Except if this woman is from South Asia, another group of colonizing settlers got to the part of the world where her family comes from long, long before whitey from Europe arrived. And those earlier colonizers to South Asia most definitely believed in the concept of biological sex and brought with them a whole lot of strictures pertaining to, and based on, sex. As the present-day inhabitants of Pakistan, Bangladesh and nearly 200 million Muslims in India can attest.

[–]Poppy29252 5 insightful - 2 fun5 insightful - 1 fun6 insightful - 2 fun -  (1 child)

The most evil state of being to these people is cis/het/white, they believe the white man colonized the world with ~the binary~, so naturally anyone who disagrees with them is a white supremacist. Plus the woke white people who say this have to get their woke points somewhere when there isn't a BLM march for them to co-opt with trans posters.

It would shatter their egos if they came to terms with the fact non-white people actually DID and still DO know what male and female are without white people having to educate them, disregarding how the majority of trans are middle class straight white men. 🤭

[–]BEB[S] 5 insightful - 1 fun5 insightful - 0 fun6 insightful - 1 fun -  (0 children)

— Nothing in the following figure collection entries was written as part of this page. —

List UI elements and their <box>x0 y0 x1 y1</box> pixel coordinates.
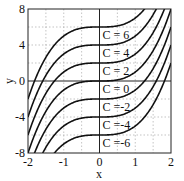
x-tick-label: 2 <box>168 155 174 169</box>
y-tick-label: -4 <box>15 110 25 124</box>
x-tick-label: 1 <box>132 155 138 169</box>
y-tick-labels: 840-4-8 <box>15 2 25 160</box>
chart-figure: C = 6C = 4C = 2C = 0C =-2C =-4C =-6 -2-1… <box>0 0 184 181</box>
curve-labels: C = 6C = 4C = 2C = 0C =-2C =-4C =-6 <box>103 28 131 150</box>
curve-label: C = 2 <box>103 64 130 78</box>
x-axis-label: x <box>96 167 102 181</box>
y-tick-label: 8 <box>19 2 25 16</box>
y-tick-label: -8 <box>15 146 25 160</box>
curve-label: C =-2 <box>103 100 131 114</box>
y-tick-label: 4 <box>19 38 25 52</box>
curve-label: C = 6 <box>103 28 130 42</box>
curve-label: C = 4 <box>103 46 130 60</box>
curve-label: C = 0 <box>103 82 130 96</box>
curve-label: C =-4 <box>103 118 131 132</box>
x-tick-label: -1 <box>59 155 69 169</box>
curve-label: C =-6 <box>103 136 131 150</box>
y-tick-label: 0 <box>19 74 25 88</box>
y-axis-label: y <box>2 78 16 84</box>
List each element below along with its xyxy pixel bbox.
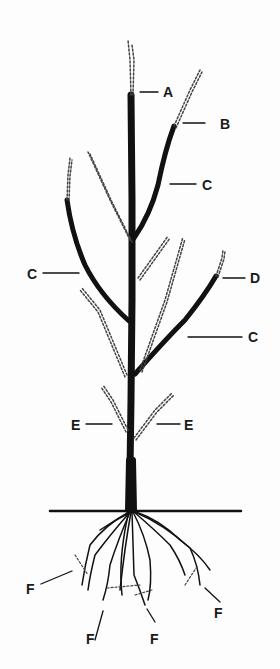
label-f-right: F bbox=[214, 605, 223, 621]
trunk-base bbox=[128, 460, 134, 510]
roots bbox=[82, 512, 210, 605]
label-c-right: C bbox=[248, 329, 258, 345]
label-e-right: E bbox=[184, 417, 193, 433]
branch-b bbox=[134, 126, 174, 238]
pruning-diagram: A B C C D C E E F F F F bbox=[0, 0, 280, 669]
label-a: A bbox=[163, 84, 173, 100]
label-f-center-left: F bbox=[86, 631, 95, 647]
main-trunk bbox=[130, 95, 132, 510]
label-b: B bbox=[220, 116, 230, 132]
tree-illustration: A B C C D C E E F F F F bbox=[0, 0, 280, 669]
label-e-left: E bbox=[71, 417, 80, 433]
pruned-segments bbox=[67, 40, 225, 440]
label-c-left: C bbox=[27, 266, 37, 282]
label-d: D bbox=[250, 270, 260, 286]
label-c-upper: C bbox=[202, 177, 212, 193]
label-f-center-right: F bbox=[150, 631, 159, 647]
label-f-left: F bbox=[26, 581, 35, 597]
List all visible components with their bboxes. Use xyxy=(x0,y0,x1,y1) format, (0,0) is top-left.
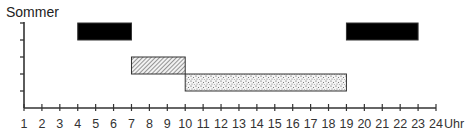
x-tick-label: 9 xyxy=(164,117,171,131)
x-tick-label: 3 xyxy=(56,117,63,131)
x-tick-label: 7 xyxy=(128,117,135,131)
x-axis-labels: 123456789101112131415161718192021222324U… xyxy=(21,117,465,131)
x-tick-label: 23 xyxy=(411,117,425,131)
x-tick-label: 16 xyxy=(286,117,300,131)
x-tick-label: 6 xyxy=(110,117,117,131)
timeline-bar xyxy=(131,57,185,74)
x-tick-label: 21 xyxy=(375,117,389,131)
x-tick-label: 19 xyxy=(339,117,353,131)
x-tick-label: 1 xyxy=(21,117,28,131)
timeline-chart: 123456789101112131415161718192021222324U… xyxy=(0,0,475,135)
x-tick-label: 20 xyxy=(357,117,371,131)
x-tick-label: 12 xyxy=(214,117,228,131)
timeline-bar xyxy=(78,23,132,40)
timeline-bar xyxy=(346,23,418,40)
x-tick-label: 13 xyxy=(232,117,246,131)
x-tick-label: 5 xyxy=(92,117,99,131)
timeline-bar xyxy=(185,74,346,91)
x-axis-unit: Uhr xyxy=(444,117,464,131)
x-tick-label: 24 xyxy=(429,117,443,131)
x-tick-label: 14 xyxy=(250,117,264,131)
x-tick-label: 18 xyxy=(322,117,336,131)
x-tick-label: 8 xyxy=(146,117,153,131)
x-tick-label: 22 xyxy=(393,117,407,131)
x-tick-label: 10 xyxy=(178,117,192,131)
x-tick-label: 4 xyxy=(74,117,81,131)
x-tick-label: 11 xyxy=(197,117,210,131)
x-tick-label: 17 xyxy=(304,117,318,131)
x-tick-label: 15 xyxy=(268,117,282,131)
x-tick-label: 2 xyxy=(38,117,45,131)
bars xyxy=(78,23,418,91)
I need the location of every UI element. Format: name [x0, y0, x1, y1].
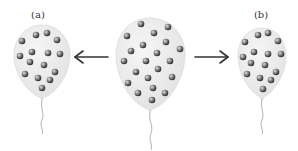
label-a: (a): [31, 9, 45, 20]
balloon-middle: [116, 18, 185, 150]
balloon-a: [14, 25, 70, 134]
balloon-b: [238, 28, 286, 134]
arrow-left-icon: [75, 51, 108, 63]
arrow-right-icon: [195, 51, 228, 63]
label-b: (b): [254, 9, 268, 20]
balloon-diagram: [0, 0, 298, 151]
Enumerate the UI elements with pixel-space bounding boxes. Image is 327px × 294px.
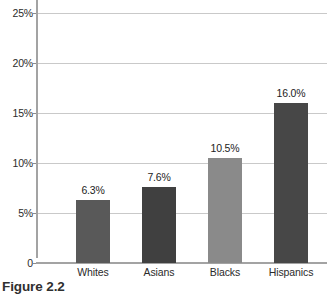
y-tick-label: 5% <box>18 207 33 219</box>
bar-group-whites: 6.3% <box>60 0 126 263</box>
bar-value-label: 16.0% <box>258 87 324 99</box>
y-axis-tick-labels: 25% 20% 15% 10% 5% 0 <box>0 0 33 289</box>
bars-layer: 6.3% 7.6% 10.5% 16.0% <box>38 0 327 263</box>
y-tick-label: 15% <box>13 107 33 119</box>
y-tick-label: 10% <box>13 157 33 169</box>
bar-group-hispanics: 16.0% <box>258 0 324 263</box>
x-tick-label-whites: Whites <box>60 266 126 278</box>
x-tick-label-asians: Asians <box>126 266 192 278</box>
y-tick-label: 20% <box>13 57 33 69</box>
figure-caption: Figure 2.2 <box>2 279 327 294</box>
bar-blacks <box>208 158 242 263</box>
bar-whites <box>76 200 110 263</box>
x-tick-label-blacks: Blacks <box>192 266 258 278</box>
bar-value-label: 7.6% <box>126 171 192 183</box>
y-tick-label: 25% <box>13 7 33 19</box>
bar-hispanics <box>274 103 308 263</box>
bar-group-blacks: 10.5% <box>192 0 258 263</box>
bar-value-label: 10.5% <box>192 142 258 154</box>
bar-group-asians: 7.6% <box>126 0 192 263</box>
bar-value-label: 6.3% <box>60 184 126 196</box>
bar-asians <box>142 187 176 263</box>
x-tick-label-hispanics: Hispanics <box>258 266 324 278</box>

The idea that non-white people have to be taught about biological sex by whites is so condescending and COLONIAL.

[–][deleted] 1 insightful - 1 fun1 insightful - 0 fun2 insightful - 1 fun -  (0 children)

All of the cover given to transgender is actualy eurocentric. The europeans still think they are the master-race and that all other people are barbarians, so they cover themselves by supporting movements like transgender. It prevents them from dealing with their own white supremacy by masking it with liberalism. I.E. any criticism of europe/white liberals can be deflected by pro-trans or pro-lgbt, who are positioned as the most oppressed minority. It's a kind of double speak. Norway, where people are white, can make laws saying that transphobia is illegal and racist and that you can't use hate-speech against them, then they have a legal reason to bother non-white immigrants (the main group of people who might complain about transgender). All the while under the guise of protecting minorities or civil rights.